The must-read stories and debate in health policy and leadership.

University Hospitals of Morecambe Bay Foundation Trust was supposed to be a shining example of a ‘turned around’ trust.

Its efforts in coming back from a major maternity scandal were regularly trumpeted by some health commentators, and the trust was even rated ‘good’ by the Care Quality Commission in 2017.

But it wasn’t long before the façade started to slip.

Longstanding problems in the urology department became evident after an employment tribunal for one of the consultants, Peter Duffy, who then wrote a scathing book about the trust’s response to whistleblowing concerns.

This prompted NHS England to commission an independent review, which has now concluded there were systemic failings at multiple levels which contributed to more than 500 instances of actual or potential patient harm.

The report, which details 20 years of a department riven with conflict, makes for shocking reading.

Last year the trust was also subjected to another external review, looking at cultural problems and patient safety issues in trauma and orthopaedics, while the CQC has this year rated the trust’s leadership and medical care as “inadequate”.

Several of the trust’s directors have since left, but regulators have so far retained faith in chief executive Aaron Cummins, who took that job in 2018 and remains in post.

A glimpse of tech’s future

An NHS ‘transformation factory’ to support tech innovation will mean significant changes in working, culture, behaviour and funding – and will require NHS England to attract new talent, says a major review of tech leadership.

The people with necessary tech skills “are in high demand”, says the Wade-Gery report, concluding “so to be successful in attracting and retaining key individuals, NHSE will need to create a rewarding environment where individuals can make real and lasting contribution to health improvement and grow professionally”.

The review proposes a “transformation factory” that will mean “significant changes to ways of working, culture and behaviour, resource allocation, and funding”.

The transformation factory is one of four “layers” that should make up NHSE’s “new operating model” for transformation work.

The three other layers are: working with individual integrated care systems to establish needs, capabilities, standards, and roadmaps; ensuring robust “technology architecture”; and strengthening data and analytics capability.

The review’s headline recommendation was the absorption of NHSX and NHS Digital into NHSE.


**Aim of the task:** Below you will find a set of lines. Repeat them all exactly.

[[ Material for this task open ]]

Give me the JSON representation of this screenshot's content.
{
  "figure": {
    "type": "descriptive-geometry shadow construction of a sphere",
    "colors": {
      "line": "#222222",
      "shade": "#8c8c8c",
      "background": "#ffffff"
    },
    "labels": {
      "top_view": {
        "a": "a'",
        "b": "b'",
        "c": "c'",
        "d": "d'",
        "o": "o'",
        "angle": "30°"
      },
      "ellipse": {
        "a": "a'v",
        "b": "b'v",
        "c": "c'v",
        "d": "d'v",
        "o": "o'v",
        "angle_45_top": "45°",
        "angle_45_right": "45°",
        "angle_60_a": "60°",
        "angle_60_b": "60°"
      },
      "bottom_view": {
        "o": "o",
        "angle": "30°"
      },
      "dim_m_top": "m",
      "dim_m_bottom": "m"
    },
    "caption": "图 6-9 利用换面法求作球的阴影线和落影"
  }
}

[[ Material for this task closed ]]

**Reply to the exercise:**
Give me the JSON representation of this screenshot's content.
{
  "figure": {
    "type": "descriptive-geometry shadow construction of a sphere",
    "colors": {
      "line": "#222222",
      "shade": "#8c8c8c",
      "background": "#ffffff"
    },
    "labels": {
      "top_view": {
        "a": "a'",
        "b": "b'",
        "c": "c'",
        "d": "d'",
        "o": "o'",
        "angle": "30°"
      },
      "ellipse": {
        "a": "a'v",
        "b": "b'v",
        "c": "c'v",
        "d": "d'v",
        "o": "o'v",
        "angle_45_top": "45°",
        "angle_45_right": "45°",
        "angle_60_a": "60°",
        "angle_60_b": "60°"
      },
      "bottom_view": {
        "o": "o",
        "angle": "30°"
      },
      "dim_m_top": "m",
      "dim_m_bottom": "m"
    },
    "caption": "图 6-9 利用换面法求作球的阴影线和落影"
  }
}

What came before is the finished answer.